If companies are not investing now in their digital futures, they will be left behind, as digital competitors are swift, have lower capital cost structures and receive higher valuations. 

TNR-AW Q: In your day-to-day interactions with global CTOs – what is keeping them up at night?

 O-NL A: What is keeping them up is the question of where to get the human capital with the necessary skills and culture to pivot their corporations to digital enterprises. 

TNR-AW Q: Looking ahead, what do you think will be the next big watershed moment for Enterprise IT?

O-NL A: Enterprise IT will change because:

1)  Productivity improvements from legacy IT have run their course, and it’s getting harder to justify legacy applications and services.

2)  The cost of legacy applications and their chargebacks will increase by a factor of 10 over the next three years as the number of users per legacy application shrinks, accelerating cloud-based solutions and driving demand for skills to run those cloud native applications.

3)  The rise of the digital consumer means the amplification of the demand for excellent digital experiences.
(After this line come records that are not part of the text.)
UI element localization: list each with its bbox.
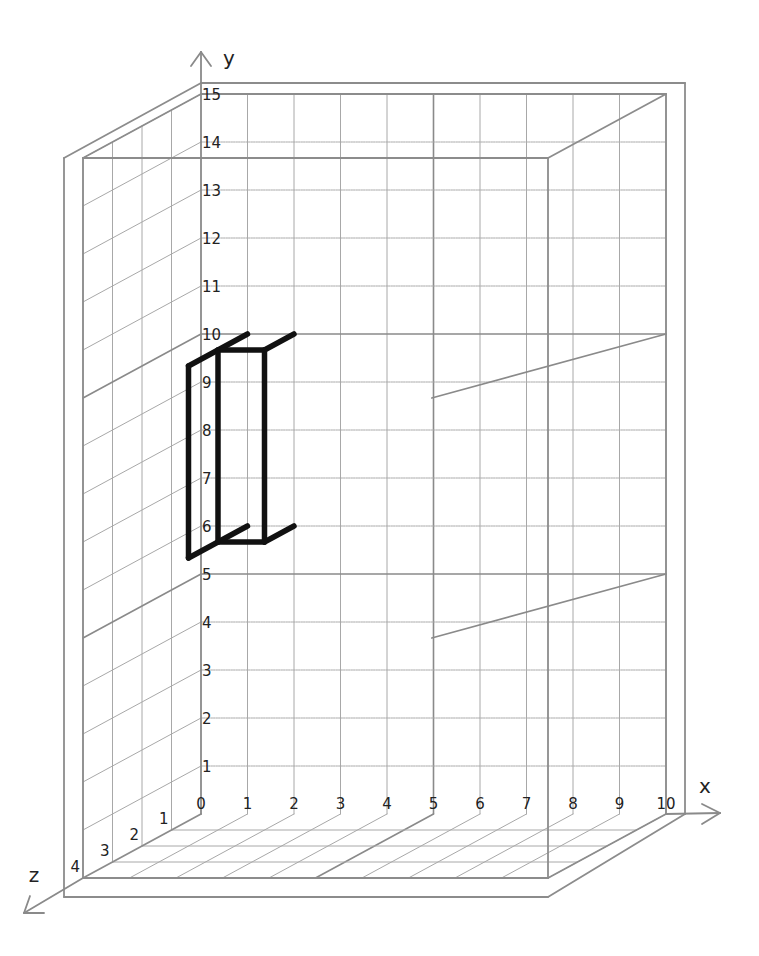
z-tick-label: 4 (70, 858, 80, 876)
y-tick-label: 4 (202, 614, 212, 632)
diagram-canvas: yxz0123456789101234567891011121314151234 (0, 0, 759, 956)
bracket-segment (265, 526, 295, 542)
y-tick-label: 15 (202, 86, 221, 104)
y-tick-label: 2 (202, 710, 212, 728)
top-right-depth-edge (548, 94, 666, 158)
x-axis-arrow-icon (702, 804, 720, 813)
z-tick-label: 1 (159, 810, 169, 828)
y-tick-label: 3 (202, 662, 212, 680)
x-tick-label: 1 (243, 795, 253, 813)
x-tick-label: 6 (475, 795, 485, 813)
x-axis-line (666, 813, 720, 814)
x-tick-label: 9 (615, 795, 625, 813)
y-tick-label: 11 (202, 278, 221, 296)
y-tick-label: 14 (202, 134, 221, 152)
y-tick-label: 10 (202, 326, 221, 344)
x-axis-label: x (699, 774, 711, 798)
y-tick-label: 1 (202, 758, 212, 776)
z-tick-label: 2 (129, 826, 139, 844)
x-tick-label: 10 (656, 795, 675, 813)
y-axis-label: y (223, 46, 235, 70)
grid-box-svg: yxz0123456789101234567891011121314151234 (0, 0, 759, 956)
x-tick-label: 8 (568, 795, 578, 813)
outer-bottom-depth-edge (548, 814, 685, 897)
z-axis-label: z (29, 863, 40, 887)
x-axis-arrow-icon (702, 813, 720, 824)
y-tick-label: 12 (202, 230, 221, 248)
tick-labels: yxz0123456789101234567891011121314151234 (29, 46, 711, 887)
y-tick-label: 5 (202, 566, 212, 584)
x-tick-label: 4 (382, 795, 392, 813)
y-axis-arrow-icon (191, 52, 201, 66)
y-axis-arrow-icon (201, 52, 211, 66)
z-tick-label: 3 (100, 842, 110, 860)
y-tick-label: 8 (202, 422, 212, 440)
x-tick-label: 7 (522, 795, 532, 813)
x-tick-label: 5 (429, 795, 439, 813)
box-frame (64, 83, 685, 897)
bracket-segment (265, 334, 295, 350)
y-tick-label: 13 (202, 182, 221, 200)
x-tick-label: 0 (196, 795, 206, 813)
outer-top-depth-edge (64, 83, 201, 158)
y-tick-label: 7 (202, 470, 212, 488)
x-tick-label: 2 (289, 795, 299, 813)
grid-lines (83, 94, 666, 878)
y-tick-label: 6 (202, 518, 212, 536)
y-tick-label: 9 (202, 374, 212, 392)
x-tick-label: 3 (336, 795, 346, 813)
If that is not delivered, consumers will walk away from the brand, just like you walk away from a bad website experience. 

All of these add up to Enterprise IT changing and being integrated with other technology groups, such as the chief digital and chief technology officers’ organizations.

The watershed moment is when your company, or one of your competitors, files for bankruptcy during a downturn because they didn’t reorganize and invest in digital infrastructure now.